No. It's coming from Route 53. Actually got the mapping from Sam Dowlings Reverse Proxy Tut. Thanks
@KevDog, I now have a working pfsense setup.
I think there might be some confusion here. All of the services I have run locally on my LAN, hosted in FreeNAS iocage jails. I don't run anything on AWS. The only reason I use Route 53 is to make my local services publicly routable, which is convenient because my _website_ is hosted using AWS.
The reverse proxy I've configured runs on my LAN. The rules I specify forward traffic to the reverse proxy jail, which forwards traffic to whichever service is being requested, in your case this is Nextcloud. This means that the rules I've specified won't necessarily apply to you if you've got a different configuration.

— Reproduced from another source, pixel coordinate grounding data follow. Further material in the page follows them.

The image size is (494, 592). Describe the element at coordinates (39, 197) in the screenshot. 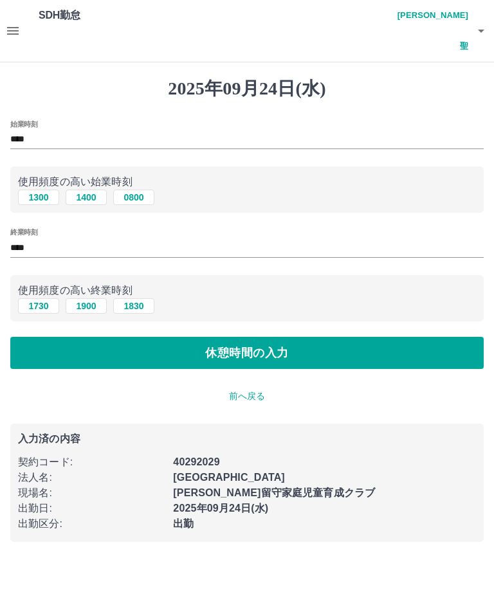

I see `button: 1300` at that location.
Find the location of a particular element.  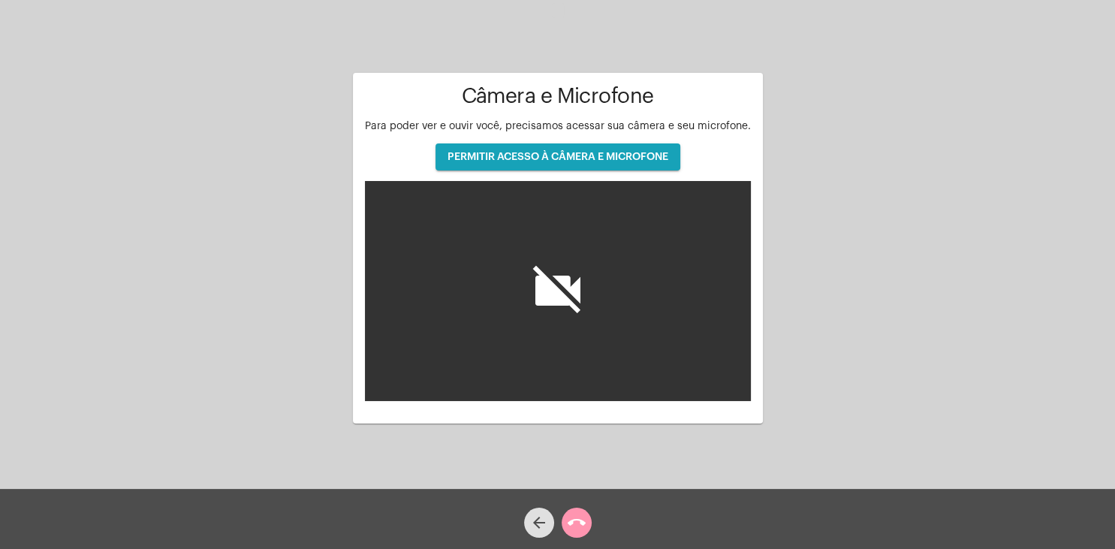

mat-icon: arrow_back is located at coordinates (539, 523).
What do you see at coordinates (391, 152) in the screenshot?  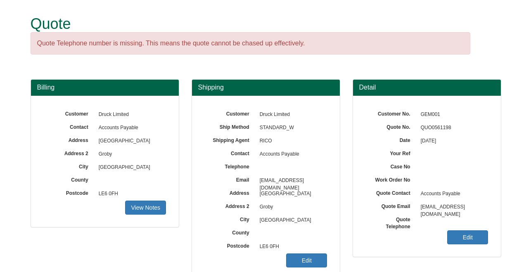 I see `label: Your Ref` at bounding box center [391, 152].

As far as your nextcloud instance showing up in pfSense goes, what's happening at the moment makes sense because the instructions I provide include a manual IP configuration. The manual IP I set is outside of my DHCP range, and I've added an alias for each service so that I can easily identify them when creating rules. Having said that, if you _want_ it to show up in your DHCP Leases/ARP table, adding a static mapping or any of the alternatives
@danb35 suggested earlier would be appropriate. If you want the jail to draw a DHCP address though, you'll need to configure it that way. I normally just map these statically by IP instead of MAC.

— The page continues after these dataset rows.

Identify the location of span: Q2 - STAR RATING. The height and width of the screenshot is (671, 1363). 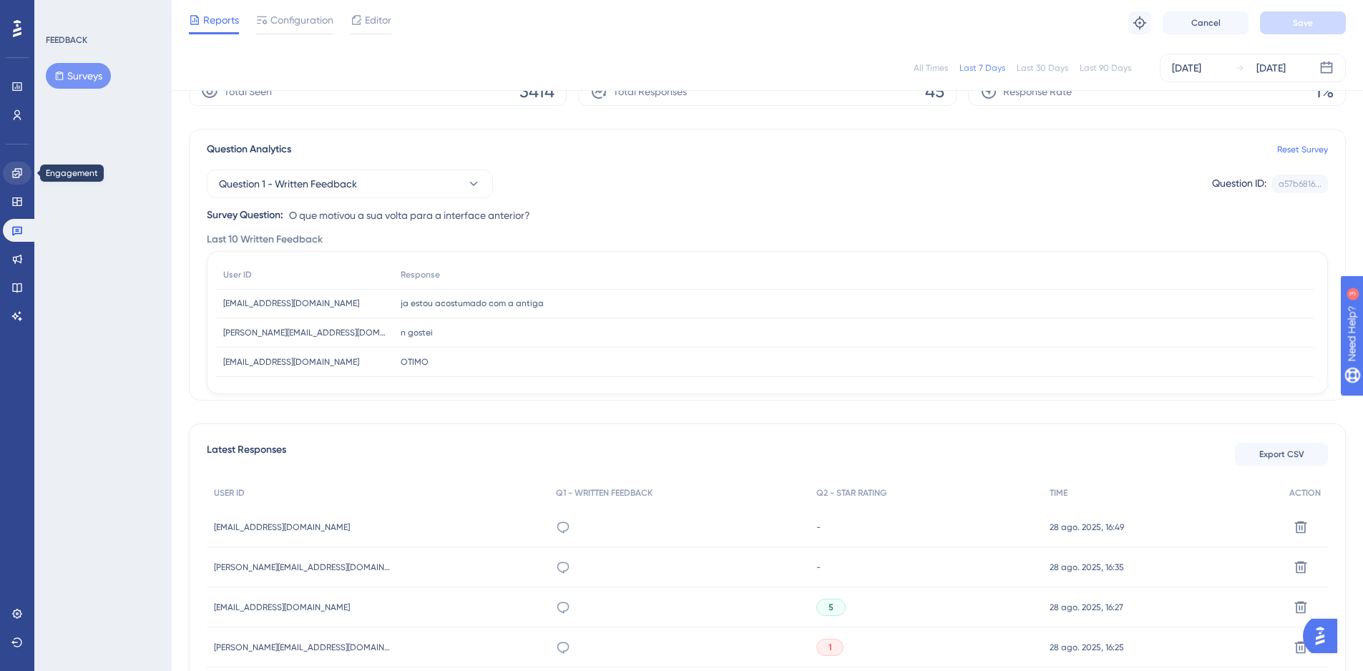
(851, 493).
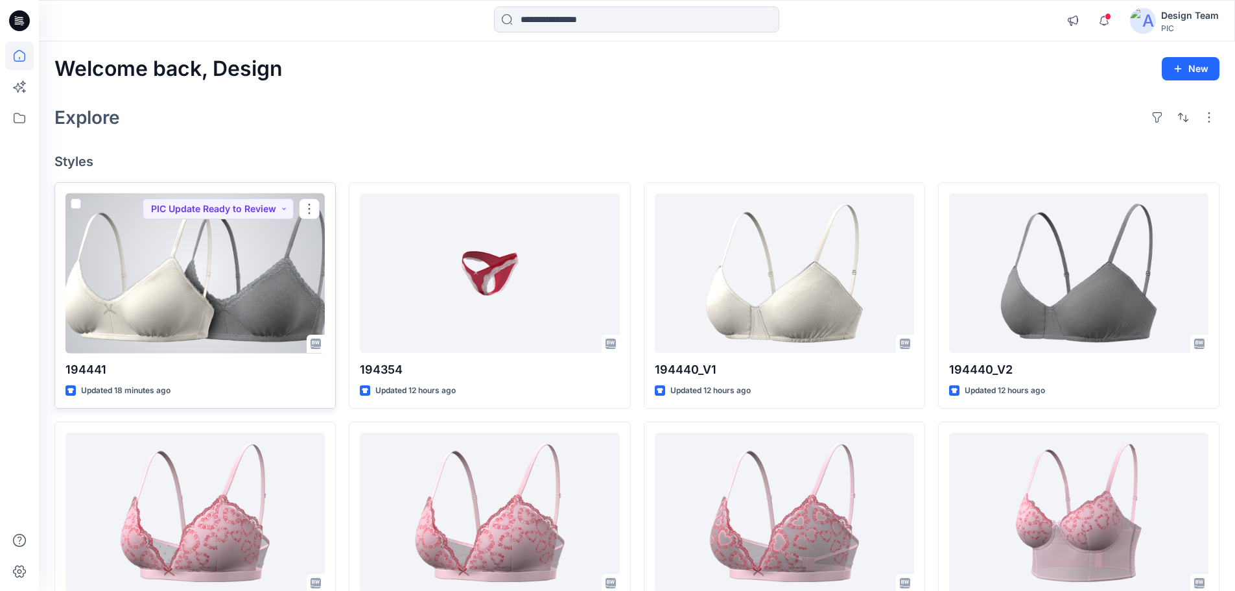  What do you see at coordinates (1190, 16) in the screenshot?
I see `div: Design Team` at bounding box center [1190, 16].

Also a bit of a semantic point, but note that traffic doesn't go "through" Route 53 - It provides domain name system (DNS) resolution. All it is is a mapping of your website URL with your public IP. i.e., if you have three services, Nextcloud, Bitwarden, Heimdall, all hosted on a server on your home network, and your public IP address is 15.15.15.15, then you might create the equivalent of the following mappings in Route 53:
Service | Route 53 <url:ip> mapping |
nextcloud | <cloud.example.com:15.15.15.15> |
bitwarden | <bitwarden.example.com:15:15:15.15> |
heimdall | <heimdall.example.com:15.15.15.15> |
This means that if you navigate to
http://cloud.example.com (i.e., you're making a GET request), your DNS service provider will ask Route 53 what the ip of this alias is, and it will resolve to 15.15.15.15. Then your client will make a connection with the socket 15.15.15.15:80. Exactly the same thing happens for the other services, bitwarden.example.com and heimdall.example.com. Each of them should resolve to your public IP. All of this to say that you have a "direct" (not considering intermediate hops) route to the server - nothing travels _through_ Route 53.

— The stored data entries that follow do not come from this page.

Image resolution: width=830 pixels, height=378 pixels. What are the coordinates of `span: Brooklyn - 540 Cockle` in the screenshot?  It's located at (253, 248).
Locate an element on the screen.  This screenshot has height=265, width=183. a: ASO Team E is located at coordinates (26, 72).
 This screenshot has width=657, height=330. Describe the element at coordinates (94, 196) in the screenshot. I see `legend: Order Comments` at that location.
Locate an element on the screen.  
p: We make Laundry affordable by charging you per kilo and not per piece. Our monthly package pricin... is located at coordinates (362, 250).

You can confirm this by running
nslookup
from a computer not connected to your LAN (if you have a local mapping for the service subdomains, as I detail in my guide, otherwise it should work from inside your LAN as well), which should show something similar to the following:
Code:
$ nslookup cloud.example.com
Server: 8.8.8.8
Address: 8.8.8.8#53
Non-authoritative answer:
Name: cloud.example.com
Address: 15.15.15.15
With this in mind,
@KevDog makes a valid point. If your reverse proxy is hosted on AWS (in an EC2/Elastic Beanstalk instance or similar) then the configuration I've provided won't be suitable since it makes unencrypted connections to the services. It's only encrypted from the reverse proxy onwards. This means that if you have locally hosted servers and your reverse proxy on AWS, then all of the traffic between your house and the AWS servers will be unencrypted. Not good.